Hekmatyar Comes Sweetly?
BY Herschel Smith14 years, 10 months ago
From the WSJ:
One of the three main leaders of the Afghan insurgency, mercurial warlord Gulbuddin Hekmatyar, has a long history of switching sides, and once fought against his current Taliban allies.
Now, he has held out the possibility of negotiating with Afghan President Hamid Karzai and outlined a roadmap for political reconciliation, opening what could be the most promising avenue for Mr. Karzai’s effort to peacefully resolve the conflict.
It is far from certain that any talks with Mr. Hekmatyar will begin, let alone succeed. But in contrast to Taliban leader Mullah Omar and allied insurgent chief Sirajuddin Haqqani, who refuse any talks with Kabul as long as foreign troops remain in the country, Mr. Hekmatyar took a much more conciliatory line in a recent video.
“We have no agreement with the Taliban—not for fighting the war, and not for the peace,” said Mr. Hekmatyar, who commands the loyalty of thousands of insurgents. “The only thing that unites the Taliban and [us] is the war against the foreigners.”
Unlike in previous videos, where Mr. Hekmatyar used a Kalashnikov rifle as a prop and expressed support for al Qaeda, in the latest tape, recorded in late December and provided to The Wall Street Journal by his aides in Pakistan, he assumed a professorial tone, wearing glasses and a black turban as he spoke in a quiet, soft voice.
Mr. Hekmatyar, who is 59 years old and lived in exile in Iran when the Taliban ruled Afghanistan, built his movement over the last three years into a formidable force.
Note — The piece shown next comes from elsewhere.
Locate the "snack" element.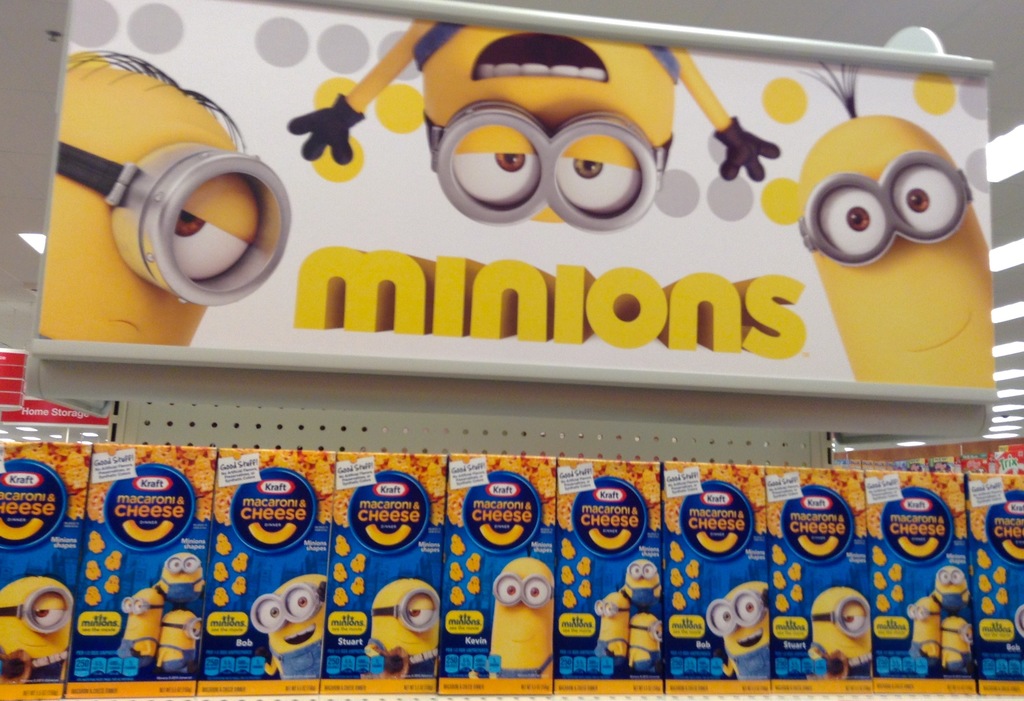
Element bbox: left=447, top=450, right=559, bottom=527.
His men dominate the insurgency in several eastern and central Afghan provinces, such as Kunar, Laghman and Kapisa, according to American intelligence estimates.
At the same time, a legal wing of Hizb-e-Islami, an Islamist party that Mr. Hekmatyar founded in the 1970s, participates in the Afghan parliament, with 19 of 246 seats. One of its leaders is minister of the economy in Mr. Karzai’s new cabinet. Though the legal Hizb-e-Islami denies formal links with Mr. Hekmatyar, many of its senior members are believed to maintain communications with the grizzled warlord, and openly support the idea of bringing him into the government.
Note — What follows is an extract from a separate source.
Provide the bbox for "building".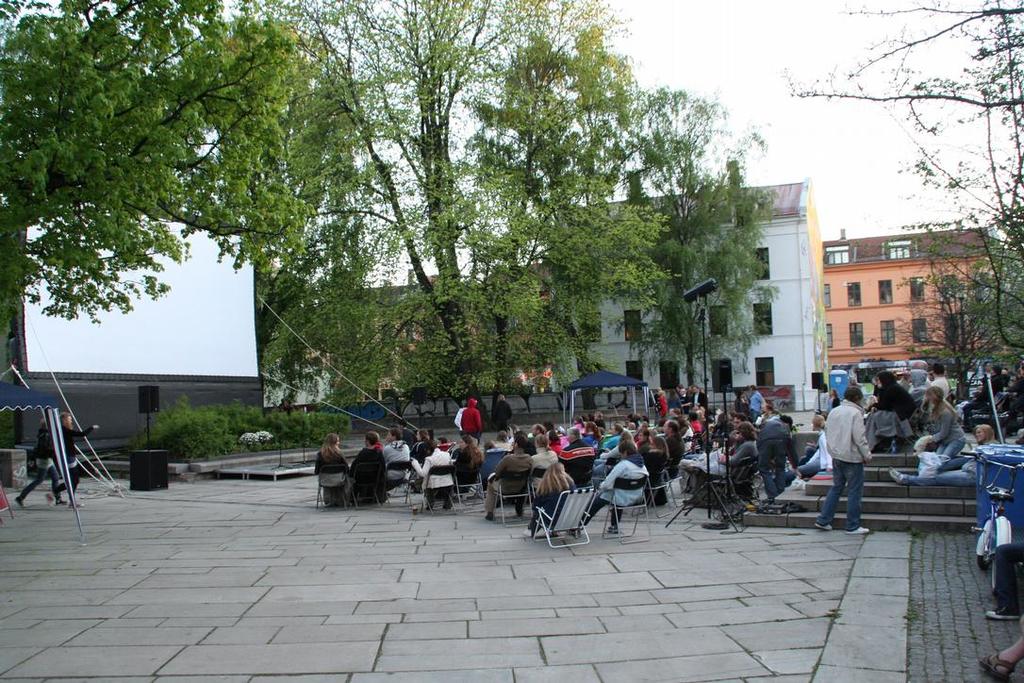
[x1=293, y1=269, x2=549, y2=392].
Mr. Hekmatyar’s “reported willingness to reconcile with the Afghan government” has already become a key factor working against the militancy because it “causes concern that others may follow,” the U.S.-led international forces’ intelligence chief, Maj. Gen. Michael Flynn, noted in a recent presentation. In addition to subtracting fighters from the battlefield, such a reconciliation would boost the legitimacy of the Kabul government.
Currently, fighters of the three main groups—Mullah Omar’s Taliban in the south, where the bulk of combat takes place, the Haqqani network in the southeast, and Mr. Hekmatyar’s men in its strongholds—cooperate with each other, at least on the tactical level, American intelligence officials say.
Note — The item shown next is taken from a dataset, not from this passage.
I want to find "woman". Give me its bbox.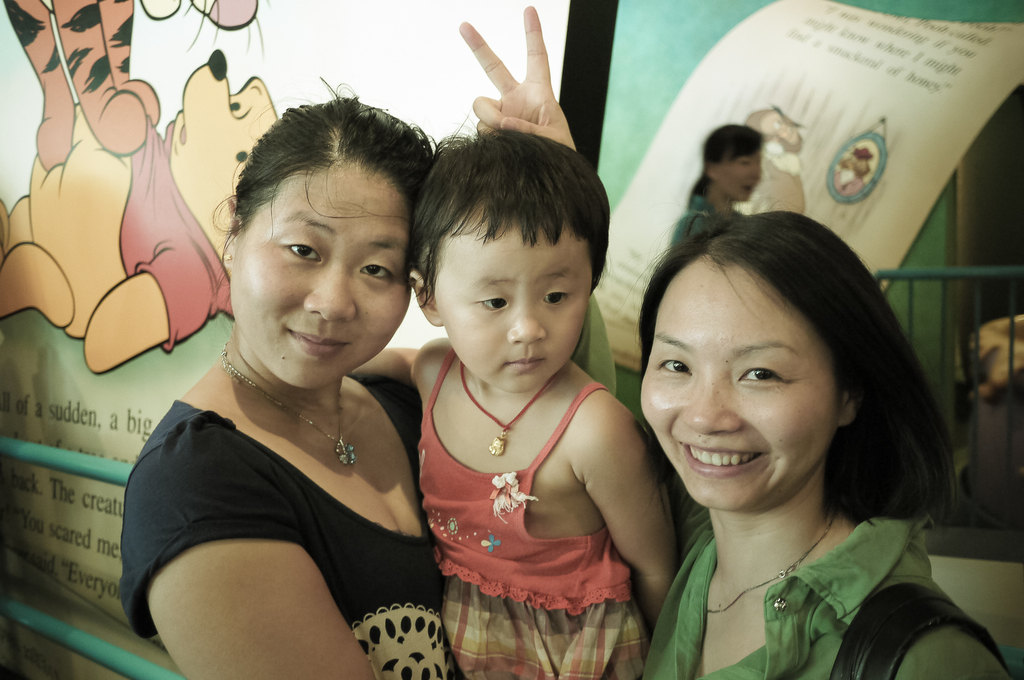
rect(102, 64, 458, 672).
But, while Mr. Haqqani made a formal oath of allegiance to Mullah Omar, recognizing him as his overall leader, Mr. Hekmatyar repeatedly refused to make such a pledge. In the tape, he said he spent “a couple of months” with Mullah Omar and al Qaeda leaders Osama bin Laden and Ayman al Zawahri in 2002, but insisted that he “had no direct or indirect contact with them since then.”
McChrystal says that there has been enough fighting. This so-called reconciliation is being pressed from the Afghan – ISAF – U.S. side. Hekmatyar appears to be seizing the opportunity being presented to him. But he has become a powerful warlord, and I predict that if the Taliban prevails in Afghanistan, Hekmatyar and they will come sweetly with each other. He will be nice with whomever he needs at the moment, and the Taliban won’t take up an unnecessary fight.
My point is that the payoff of any alliance with Hekmatyar will ultimately depend on other things that we must do, such as militarily defeat the Taliban. Either way, this process is backwards from what it was in the Anbar Province of Iraq. The first alliance between the U.S. Marines and Iraqis occurred after they had already started opposing AQI. Concerning Abdul Sattar Abu Risha, he was negotiating with U.S. forces while we were killing his tribal members who were part of his smuggling ring. In Operation Alljah, invitations were opened for indigenous Fallujans to join the IPs only after an utterly massive application of military force within the city and surrounding locations.
No one wants to see more death and bloodshed of U.S. or ISAF forces, or of Afghan noncombatants. The best way to ensure that this is minimized may be to kill more insurgents. If they come to the table, it should be they who request it – while we sit in a position of strength.